The point that `pip` is the only "ships with python" tool can't be understated.
Most projects I've worked that have the "I need a few python tools" just generate the venv and such in a Makefile or similar, then source the venv's activate file and run whatever is needed in a make target. This is good enough in nearly all cases, and doesn't require that one of the other tools be installed at the OS level.
No matter how good the other tools get, not being in the default distribution == won't get used, no matter how good it is, because it can't be relied on always being installed.
Yeah definitely. That being said, conda competes pretty effectively in the scientific/numeric space, because pip does not solve the problems that these people have, and for quite some time would cheerfully break the environments of said people.
Very much so. As a bioinformatician, for me conda has become a central part of my workflow as a generic package manager through the conda-forge and bioconda channels. I know a few university HPC clusters that use it to handle software instead of e.g. environment modules.
Most projects I've worked that have the "I need a few python tools" just generate the venv and such in a Makefile or similar, then source the venv's activate file and run whatever is needed in a make target. This is good enough in nearly all cases, and doesn't require that one of the other tools be installed at the OS level.
No matter how good the other tools get, not being in the default distribution == won't get used, no matter how good it is, because it can't be relied on always being installed.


## HOW TO COMPLETE THIS TASK:
Your task is to write out all of the records once more, exactly.

Stored dataset items
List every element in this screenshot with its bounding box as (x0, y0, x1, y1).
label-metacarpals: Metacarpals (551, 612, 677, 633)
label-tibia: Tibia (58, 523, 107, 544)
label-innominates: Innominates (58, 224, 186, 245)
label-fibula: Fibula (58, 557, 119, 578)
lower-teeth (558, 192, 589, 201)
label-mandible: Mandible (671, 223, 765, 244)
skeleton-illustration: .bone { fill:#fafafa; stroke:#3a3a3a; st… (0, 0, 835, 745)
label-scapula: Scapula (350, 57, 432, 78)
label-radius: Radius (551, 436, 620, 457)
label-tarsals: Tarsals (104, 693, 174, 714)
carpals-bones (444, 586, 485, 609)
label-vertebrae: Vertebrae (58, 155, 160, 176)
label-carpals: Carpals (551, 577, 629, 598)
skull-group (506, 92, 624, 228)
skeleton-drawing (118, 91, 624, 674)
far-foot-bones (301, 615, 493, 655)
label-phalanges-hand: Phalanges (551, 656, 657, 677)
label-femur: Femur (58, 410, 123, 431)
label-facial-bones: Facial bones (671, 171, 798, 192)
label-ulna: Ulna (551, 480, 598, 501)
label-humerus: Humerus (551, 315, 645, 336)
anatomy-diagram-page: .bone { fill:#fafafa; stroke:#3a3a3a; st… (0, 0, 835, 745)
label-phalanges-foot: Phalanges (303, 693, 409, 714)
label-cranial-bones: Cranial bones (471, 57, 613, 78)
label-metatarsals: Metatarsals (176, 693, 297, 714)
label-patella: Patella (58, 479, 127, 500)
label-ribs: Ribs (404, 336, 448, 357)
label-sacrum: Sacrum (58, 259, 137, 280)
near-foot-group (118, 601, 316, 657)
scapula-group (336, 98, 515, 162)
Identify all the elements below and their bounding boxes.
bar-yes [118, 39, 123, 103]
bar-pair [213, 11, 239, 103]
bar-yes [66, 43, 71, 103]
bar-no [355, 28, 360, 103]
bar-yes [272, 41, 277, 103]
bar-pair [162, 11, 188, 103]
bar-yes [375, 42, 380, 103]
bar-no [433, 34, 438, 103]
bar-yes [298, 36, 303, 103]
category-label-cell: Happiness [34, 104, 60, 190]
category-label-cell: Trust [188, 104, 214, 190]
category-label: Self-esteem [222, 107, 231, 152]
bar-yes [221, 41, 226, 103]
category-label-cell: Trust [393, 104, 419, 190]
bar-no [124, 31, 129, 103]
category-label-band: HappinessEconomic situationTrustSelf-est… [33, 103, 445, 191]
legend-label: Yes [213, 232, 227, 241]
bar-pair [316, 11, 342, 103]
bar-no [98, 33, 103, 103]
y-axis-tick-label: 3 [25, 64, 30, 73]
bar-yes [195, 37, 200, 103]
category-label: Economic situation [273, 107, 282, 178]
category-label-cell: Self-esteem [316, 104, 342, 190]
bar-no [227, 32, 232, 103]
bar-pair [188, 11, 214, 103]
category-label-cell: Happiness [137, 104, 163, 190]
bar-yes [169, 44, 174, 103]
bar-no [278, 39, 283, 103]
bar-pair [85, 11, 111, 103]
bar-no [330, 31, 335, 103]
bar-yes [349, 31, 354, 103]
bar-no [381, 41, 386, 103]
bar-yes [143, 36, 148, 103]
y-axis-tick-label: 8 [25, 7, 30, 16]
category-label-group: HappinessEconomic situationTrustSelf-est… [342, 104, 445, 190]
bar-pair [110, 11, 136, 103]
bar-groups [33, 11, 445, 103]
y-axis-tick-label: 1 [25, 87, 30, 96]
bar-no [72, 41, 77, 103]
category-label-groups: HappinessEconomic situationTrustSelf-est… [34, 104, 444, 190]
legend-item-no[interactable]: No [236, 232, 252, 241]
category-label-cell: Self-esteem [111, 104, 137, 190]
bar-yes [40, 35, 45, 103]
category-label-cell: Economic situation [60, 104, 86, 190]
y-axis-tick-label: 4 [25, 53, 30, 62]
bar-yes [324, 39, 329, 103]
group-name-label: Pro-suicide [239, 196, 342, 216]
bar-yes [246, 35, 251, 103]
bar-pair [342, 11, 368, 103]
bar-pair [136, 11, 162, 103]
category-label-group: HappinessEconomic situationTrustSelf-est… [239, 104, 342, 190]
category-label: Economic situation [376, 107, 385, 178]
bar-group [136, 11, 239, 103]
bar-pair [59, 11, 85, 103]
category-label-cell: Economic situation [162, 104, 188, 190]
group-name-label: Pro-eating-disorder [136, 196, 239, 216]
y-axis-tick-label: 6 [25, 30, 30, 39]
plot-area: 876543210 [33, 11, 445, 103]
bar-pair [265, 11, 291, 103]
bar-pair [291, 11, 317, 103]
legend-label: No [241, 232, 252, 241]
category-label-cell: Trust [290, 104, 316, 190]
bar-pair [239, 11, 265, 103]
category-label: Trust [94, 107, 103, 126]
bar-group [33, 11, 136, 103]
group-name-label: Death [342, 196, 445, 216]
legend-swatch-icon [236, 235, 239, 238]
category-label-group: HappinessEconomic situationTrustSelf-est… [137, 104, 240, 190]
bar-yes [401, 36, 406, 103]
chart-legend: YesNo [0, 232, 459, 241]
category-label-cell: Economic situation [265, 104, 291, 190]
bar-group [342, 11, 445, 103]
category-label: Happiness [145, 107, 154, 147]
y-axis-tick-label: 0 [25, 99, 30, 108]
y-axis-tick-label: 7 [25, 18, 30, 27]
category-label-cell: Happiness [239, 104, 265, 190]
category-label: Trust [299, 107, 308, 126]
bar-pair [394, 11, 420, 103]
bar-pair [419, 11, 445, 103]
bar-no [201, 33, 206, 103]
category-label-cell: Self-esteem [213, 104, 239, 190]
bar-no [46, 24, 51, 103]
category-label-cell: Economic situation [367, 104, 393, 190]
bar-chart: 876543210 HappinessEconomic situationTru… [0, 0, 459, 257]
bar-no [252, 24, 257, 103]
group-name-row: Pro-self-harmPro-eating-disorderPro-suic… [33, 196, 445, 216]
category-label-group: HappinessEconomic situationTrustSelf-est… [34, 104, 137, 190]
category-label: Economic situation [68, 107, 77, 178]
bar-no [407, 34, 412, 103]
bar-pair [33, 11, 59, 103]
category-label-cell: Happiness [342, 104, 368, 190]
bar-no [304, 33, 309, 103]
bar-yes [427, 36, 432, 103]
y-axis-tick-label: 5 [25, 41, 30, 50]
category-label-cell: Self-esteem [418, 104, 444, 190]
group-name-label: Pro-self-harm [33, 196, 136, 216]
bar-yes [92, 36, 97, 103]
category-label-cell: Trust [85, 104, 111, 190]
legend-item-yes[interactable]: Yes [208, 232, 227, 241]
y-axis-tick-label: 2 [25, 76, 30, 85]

## OUTPUT:
List every element in this screenshot with its bounding box as (x0, y0, x1, y1).
label-metacarpals: Metacarpals (551, 612, 677, 633)
label-tibia: Tibia (58, 523, 107, 544)
label-innominates: Innominates (58, 224, 186, 245)
label-fibula: Fibula (58, 557, 119, 578)
lower-teeth (558, 192, 589, 201)
label-mandible: Mandible (671, 223, 765, 244)
skeleton-illustration: .bone { fill:#fafafa; stroke:#3a3a3a; st… (0, 0, 835, 745)
label-scapula: Scapula (350, 57, 432, 78)
label-radius: Radius (551, 436, 620, 457)
label-tarsals: Tarsals (104, 693, 174, 714)
carpals-bones (444, 586, 485, 609)
label-vertebrae: Vertebrae (58, 155, 160, 176)
label-carpals: Carpals (551, 577, 629, 598)
skull-group (506, 92, 624, 228)
skeleton-drawing (118, 91, 624, 674)
far-foot-bones (301, 615, 493, 655)
label-phalanges-hand: Phalanges (551, 656, 657, 677)
label-femur: Femur (58, 410, 123, 431)
label-facial-bones: Facial bones (671, 171, 798, 192)
label-ulna: Ulna (551, 480, 598, 501)
label-humerus: Humerus (551, 315, 645, 336)
anatomy-diagram-page: .bone { fill:#fafafa; stroke:#3a3a3a; st… (0, 0, 835, 745)
label-phalanges-foot: Phalanges (303, 693, 409, 714)
label-cranial-bones: Cranial bones (471, 57, 613, 78)
label-metatarsals: Metatarsals (176, 693, 297, 714)
label-patella: Patella (58, 479, 127, 500)
label-ribs: Ribs (404, 336, 448, 357)
label-sacrum: Sacrum (58, 259, 137, 280)
near-foot-group (118, 601, 316, 657)
scapula-group (336, 98, 515, 162)
Identify all the elements below and their bounding boxes.
bar-yes [118, 39, 123, 103]
bar-pair [213, 11, 239, 103]
bar-yes [66, 43, 71, 103]
bar-no [355, 28, 360, 103]
bar-yes [272, 41, 277, 103]
bar-pair [162, 11, 188, 103]
bar-yes [375, 42, 380, 103]
bar-no [433, 34, 438, 103]
bar-yes [298, 36, 303, 103]
category-label-cell: Happiness [34, 104, 60, 190]
category-label-cell: Trust [188, 104, 214, 190]
category-label: Self-esteem [222, 107, 231, 152]
bar-yes [221, 41, 226, 103]
category-label-cell: Trust [393, 104, 419, 190]
bar-no [124, 31, 129, 103]
category-label-band: HappinessEconomic situationTrustSelf-est… [33, 103, 445, 191]
legend-label: Yes [213, 232, 227, 241]
bar-pair [316, 11, 342, 103]
bar-no [98, 33, 103, 103]
y-axis-tick-label: 3 [25, 64, 30, 73]
bar-yes [195, 37, 200, 103]
category-label: Economic situation [273, 107, 282, 178]
category-label-cell: Self-esteem [316, 104, 342, 190]
bar-no [227, 32, 232, 103]
bar-pair [188, 11, 214, 103]
category-label-cell: Happiness [137, 104, 163, 190]
bar-yes [169, 44, 174, 103]
bar-no [278, 39, 283, 103]
bar-pair [85, 11, 111, 103]
bar-no [330, 31, 335, 103]
bar-yes [349, 31, 354, 103]
bar-no [381, 41, 386, 103]
bar-yes [143, 36, 148, 103]
y-axis-tick-label: 8 [25, 7, 30, 16]
category-label-group: HappinessEconomic situationTrustSelf-est… [342, 104, 445, 190]
bar-pair [110, 11, 136, 103]
bar-groups [33, 11, 445, 103]
y-axis-tick-label: 1 [25, 87, 30, 96]
bar-no [72, 41, 77, 103]
category-label-groups: HappinessEconomic situationTrustSelf-est… [34, 104, 444, 190]
legend-item-no[interactable]: No [236, 232, 252, 241]
category-label-cell: Self-esteem [111, 104, 137, 190]
bar-yes [40, 35, 45, 103]
category-label-cell: Economic situation [60, 104, 86, 190]
y-axis-tick-label: 4 [25, 53, 30, 62]
bar-yes [324, 39, 329, 103]
group-name-label: Pro-suicide [239, 196, 342, 216]
bar-yes [246, 35, 251, 103]
bar-pair [342, 11, 368, 103]
bar-pair [136, 11, 162, 103]
category-label-group: HappinessEconomic situationTrustSelf-est… [239, 104, 342, 190]
category-label: Economic situation [376, 107, 385, 178]
bar-group [136, 11, 239, 103]
bar-pair [59, 11, 85, 103]
category-label-cell: Economic situation [162, 104, 188, 190]
group-name-label: Pro-eating-disorder [136, 196, 239, 216]
y-axis-tick-label: 6 [25, 30, 30, 39]
plot-area: 876543210 [33, 11, 445, 103]
bar-pair [265, 11, 291, 103]
bar-pair [291, 11, 317, 103]
legend-label: No [241, 232, 252, 241]
category-label-cell: Trust [290, 104, 316, 190]
bar-pair [239, 11, 265, 103]
category-label: Trust [94, 107, 103, 126]
bar-group [33, 11, 136, 103]
group-name-label: Death [342, 196, 445, 216]
legend-swatch-icon [236, 235, 239, 238]
category-label-group: HappinessEconomic situationTrustSelf-est… [137, 104, 240, 190]
bar-yes [401, 36, 406, 103]
chart-legend: YesNo [0, 232, 459, 241]
category-label-cell: Economic situation [265, 104, 291, 190]
bar-group [342, 11, 445, 103]
category-label: Happiness [145, 107, 154, 147]
y-axis-tick-label: 0 [25, 99, 30, 108]
y-axis-tick-label: 7 [25, 18, 30, 27]
category-label-cell: Happiness [239, 104, 265, 190]
category-label: Trust [299, 107, 308, 126]
bar-pair [394, 11, 420, 103]
bar-pair [419, 11, 445, 103]
bar-no [201, 33, 206, 103]
category-label-cell: Self-esteem [213, 104, 239, 190]
bar-no [46, 24, 51, 103]
category-label-cell: Economic situation [367, 104, 393, 190]
bar-chart: 876543210 HappinessEconomic situationTru… [0, 0, 459, 257]
bar-no [252, 24, 257, 103]
group-name-row: Pro-self-harmPro-eating-disorderPro-suic… [33, 196, 445, 216]
category-label-group: HappinessEconomic situationTrustSelf-est… [34, 104, 137, 190]
category-label: Economic situation [68, 107, 77, 178]
bar-no [407, 34, 412, 103]
bar-pair [33, 11, 59, 103]
category-label-cell: Happiness [342, 104, 368, 190]
bar-no [304, 33, 309, 103]
bar-yes [427, 36, 432, 103]
y-axis-tick-label: 5 [25, 41, 30, 50]
category-label-cell: Self-esteem [418, 104, 444, 190]
group-name-label: Pro-self-harm [33, 196, 136, 216]
bar-yes [92, 36, 97, 103]
category-label-cell: Trust [85, 104, 111, 190]
legend-item-yes[interactable]: Yes [208, 232, 227, 241]
y-axis-tick-label: 2 [25, 76, 30, 85]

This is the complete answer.